92 • Sandra Ponzanesi and the law, and on the other to the theory of the subject – are related, according to Spivak, but also irreducibly discontinuous. They should never be conflated. The two related meanings point to the relation between nation-state alliances (domination in geopolitics) and global capitalism (exploitation in economics) (ibid.: 70). Critical theorists, Spivak continues, cannot afford to overlook these two senses in the category of representation:

They must note how the staging of the world in representation – its scene of writing, its Darstellung – dissimulates the choice of and need for ‘heroes’, paternal proxies, agents of power – Vertretung. (ibid.: 74)

Unless Western intellectuals, including Western feminists, will start taking into account the aesthetic dimension of political representation, the voice of subaltern women will continue to be silenced. As was observed by Ania Loomba, Spivak signals the neces- sity of adapting the Gramscian maxim ‘pessimism of the intellect, optimism of the will’ by ‘combining a philosophical scepticism about recovering any subaltern agency with a political commitment to making visible the position of the marginalized’ (Loomba, 1993: 218). Though often accused of nihilism, Spivak is actually making an important intervention into the issue of representing the subaltern. Postcolonial feminist intellec- tuals tend to guard them against constructing the Other as an object of knowledge:

The subaltern cannot speak. There is no virtue in the global laundry lists with ‘woman’ as a pious item. Representation has not withered away. The female intellectual as intellectual has a circumscribed task which she must not disown with a flourish. (Spivak, 1988: 308)

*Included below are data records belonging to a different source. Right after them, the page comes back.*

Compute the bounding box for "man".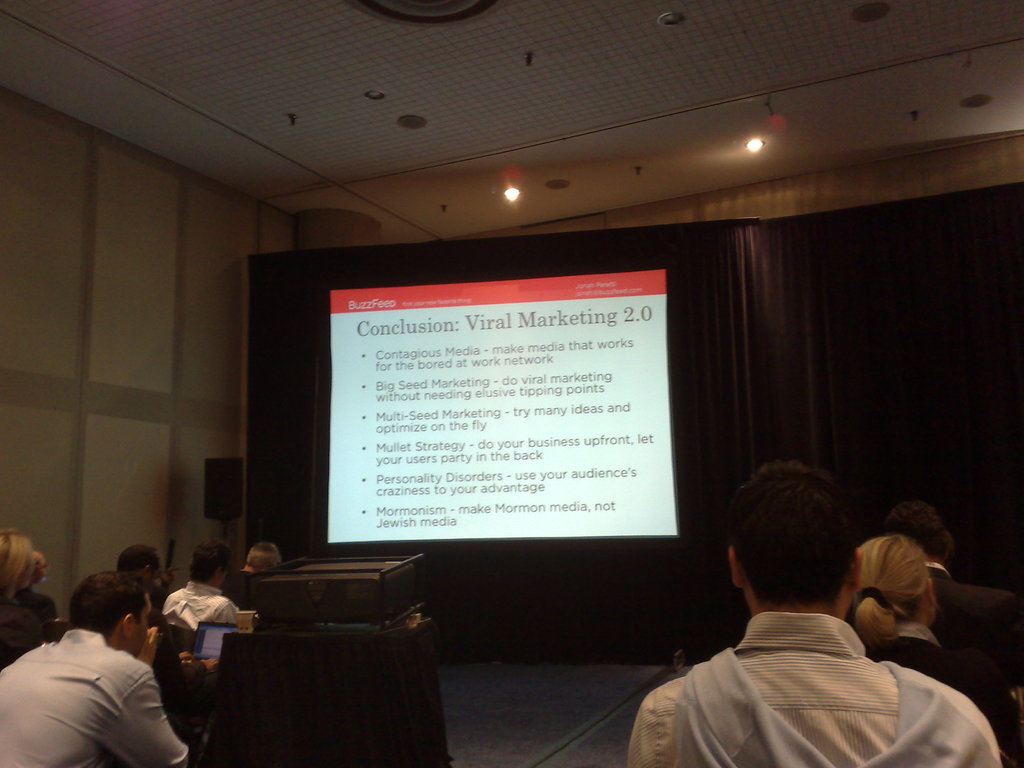
l=0, t=569, r=189, b=767.
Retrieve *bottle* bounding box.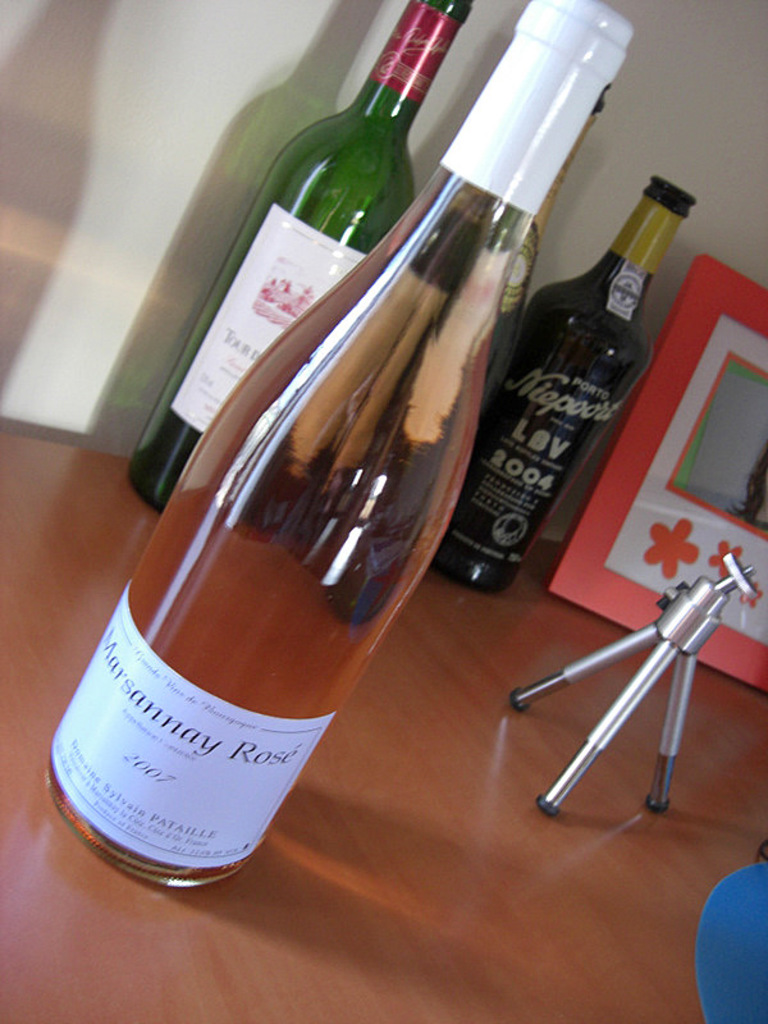
Bounding box: 449 116 707 603.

Spivak problematizes the validity of Western representations of Third World women; nonetheless she pleads that Western feminists keep being critically involved in order to make the position of marginal women visible. One of Spivak’s most ethical gestures in this regard is to constantly point out the silencing of women’s own narratives. In ‘Can the Subaltern Speak?’ she writes about the suicide of a young Bengali woman, Bhuvaneswari Bhaduri, in 1926. Bhaduri was secretly part of a pro-independence group who had assigned her with a political assassination. She was unable to carry out the mandate and committed suicide to prove her political loyalty. Unwilling to let society interpret her death as proof of illicit love (for why else would a young woman commit suicide?), she waited until the onset of menstruation to hang herself. Because of this decision, her death could fit neither in popular narratives about a women’s tragic love affair (she could not be pregnant), nor in hegemonic narratives of freedom fighters such as Durga. Thus, it appeared to have no meaning and became insignificant. According to Spivak, Bhuvaneswari’s participa- tion in the anti-colonial resistance struggle is erased by the supplementary narratives that try to re-tell her story. The subaltern woman is always forced into this kind of silence.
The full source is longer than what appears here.